Hua went on to lecture reporters about President Richard Nixon’s visit to China in 1972, insisting that the Nixon administration never challenged “that all Chinese on either side of the Taiwan Strait maintain there is but one China and that Taiwan is a part of China.” Hua’s answer barely addressed Ukraine despite the sovereignty of that country being at the core of the question she was responding to, implying that China’s stance is that Ukraine is a sovereign state with no similar shared history with Russia – a rejection of Putin’s claims.

“I would like to emphasize again that Ukraine is not just a neighboring country for us. It is an inalienable part of our own history, culture and spiritual space,” Putin said in remarks on Monday, according to a translation by the Kremlin. “Since time immemorial, the people living in the south-west of what has historically been Russian land have called themselves Russians and Orthodox Christians.”

Russian President Vladimir Putin speaks with Chinese President Xi Jinping, right on the screen, via videoconference in Moscow, Russia, Wednesday, Dec. 15, 2021. Russian President Vladimir Putin and Chinese leader Xi Jinping have held a video call to discuss bilateral relations and international affairs. The summit Wednesday comes amid heightened tensions between Moscow and the West over a Russian troop buildup near Ukrainian borders that is stoking fears of a possible invasion. (Mikhail Metzel, Sputnik, Kremlin Pool Photo via AP)

Russian President Vladimir Putin speaks with Chinese President Xi Jinping, right on the screen, via videoconference in Moscow, Russia, Wednesday, Dec. 15, 2021.  (Mikhail Metzel, Sputnik, Kremlin Pool Photo via AP)

Putin went on to insist that brutal communist tyrant Vladimir Lenin was the “creator and architect” of Ukraine and that Ukraine “actually never had stable traditions of real statehood.” He claimed that modern Ukraine – whose president, Volodymyr Zelensky, is Jewish – is fraught with “neo-Nazism.”
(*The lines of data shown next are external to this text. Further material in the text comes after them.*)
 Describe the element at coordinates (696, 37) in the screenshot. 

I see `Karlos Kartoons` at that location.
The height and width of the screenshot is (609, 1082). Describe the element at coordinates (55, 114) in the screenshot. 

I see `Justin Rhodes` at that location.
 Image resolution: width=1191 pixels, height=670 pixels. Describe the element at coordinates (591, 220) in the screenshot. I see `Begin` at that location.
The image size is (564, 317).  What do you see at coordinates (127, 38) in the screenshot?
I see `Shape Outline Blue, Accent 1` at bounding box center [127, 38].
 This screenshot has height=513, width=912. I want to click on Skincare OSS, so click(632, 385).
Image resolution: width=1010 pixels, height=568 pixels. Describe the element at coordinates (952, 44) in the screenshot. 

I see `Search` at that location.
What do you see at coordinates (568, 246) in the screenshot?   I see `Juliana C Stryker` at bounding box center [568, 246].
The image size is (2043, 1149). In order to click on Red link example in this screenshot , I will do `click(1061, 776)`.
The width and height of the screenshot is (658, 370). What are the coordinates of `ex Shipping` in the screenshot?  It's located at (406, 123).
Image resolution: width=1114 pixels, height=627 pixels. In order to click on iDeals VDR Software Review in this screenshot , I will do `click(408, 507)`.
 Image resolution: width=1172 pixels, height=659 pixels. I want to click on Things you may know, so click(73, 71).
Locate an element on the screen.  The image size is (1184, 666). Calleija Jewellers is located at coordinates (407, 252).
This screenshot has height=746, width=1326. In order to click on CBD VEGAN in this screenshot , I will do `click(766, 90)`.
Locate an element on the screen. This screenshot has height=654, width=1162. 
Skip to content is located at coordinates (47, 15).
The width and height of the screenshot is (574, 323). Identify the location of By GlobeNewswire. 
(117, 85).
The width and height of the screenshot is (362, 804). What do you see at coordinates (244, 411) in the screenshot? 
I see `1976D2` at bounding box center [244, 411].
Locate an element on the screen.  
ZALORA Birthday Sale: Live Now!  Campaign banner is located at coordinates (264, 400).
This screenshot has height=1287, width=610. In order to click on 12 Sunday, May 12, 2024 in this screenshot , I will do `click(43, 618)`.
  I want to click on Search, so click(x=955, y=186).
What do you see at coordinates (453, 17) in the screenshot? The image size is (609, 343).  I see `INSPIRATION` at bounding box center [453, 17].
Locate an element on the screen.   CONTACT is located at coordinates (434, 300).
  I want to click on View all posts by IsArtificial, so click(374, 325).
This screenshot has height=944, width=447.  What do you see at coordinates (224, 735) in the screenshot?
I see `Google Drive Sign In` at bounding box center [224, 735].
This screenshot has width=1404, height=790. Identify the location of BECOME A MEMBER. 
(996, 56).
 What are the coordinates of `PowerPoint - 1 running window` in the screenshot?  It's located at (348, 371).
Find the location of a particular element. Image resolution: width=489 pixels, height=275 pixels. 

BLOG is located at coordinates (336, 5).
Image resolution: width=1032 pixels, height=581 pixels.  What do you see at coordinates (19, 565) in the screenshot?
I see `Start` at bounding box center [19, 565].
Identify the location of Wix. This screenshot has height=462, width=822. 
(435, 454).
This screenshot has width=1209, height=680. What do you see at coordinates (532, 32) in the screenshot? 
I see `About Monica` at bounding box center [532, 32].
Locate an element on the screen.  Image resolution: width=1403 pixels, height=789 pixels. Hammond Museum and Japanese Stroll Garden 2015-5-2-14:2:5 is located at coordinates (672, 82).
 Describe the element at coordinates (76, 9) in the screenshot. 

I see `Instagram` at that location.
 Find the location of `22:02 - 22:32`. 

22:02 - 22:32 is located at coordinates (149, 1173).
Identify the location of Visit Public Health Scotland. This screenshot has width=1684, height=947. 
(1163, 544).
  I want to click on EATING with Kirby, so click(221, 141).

Chinese officials and state propaganda has largely ignored Putin’s claims. Both state media and transcripts of government comments have used scare quotes to identify the two “countries” Putin recognized within Ukraine, the “Donetsk People’s Republic” and “Luhansk People’s Republic.” While insisting that America is the actor exacerbating tensions in Ukraine, not Putin, Chinese messaging has nonetheless urged the world to stop following the situation, rather than accept Putin’s claims to all of Ukraine.

In an editorial on Wednesday, the belligerent Chinese state propaganda newspaper Global Times went as far as to classify Putin’s actions towards Ukraine as an “outburst” that stems from Western disrespect for alleged Russian “security concerns.”

“It should be noted that it is very regrettable that the Ukrainian issue has evolved so far. The US has continued its intensive containment on Russia, which finally forced Russia to try to realize its security demands in such a way,” the editorial surmised, superficially defending Russia while failing to accept the core demands out of the Kremlin.

“At a time when the situation is uncertain, all sides should leave some space for Russia and Ukraine to solve the problems. Confrontation, sanctions, or even a direct battle will not help ease tensions,” the Global Times advised.

China has a long history of aggressively rejecting all separatist claims anywhere in the world, an attempt to give itself cover over its own false demands to rule Taiwan. The Communist Party still does not recognize Kosovo as a nation, for example, because Serbia insists that it is a separatist region that it should rightfully rule.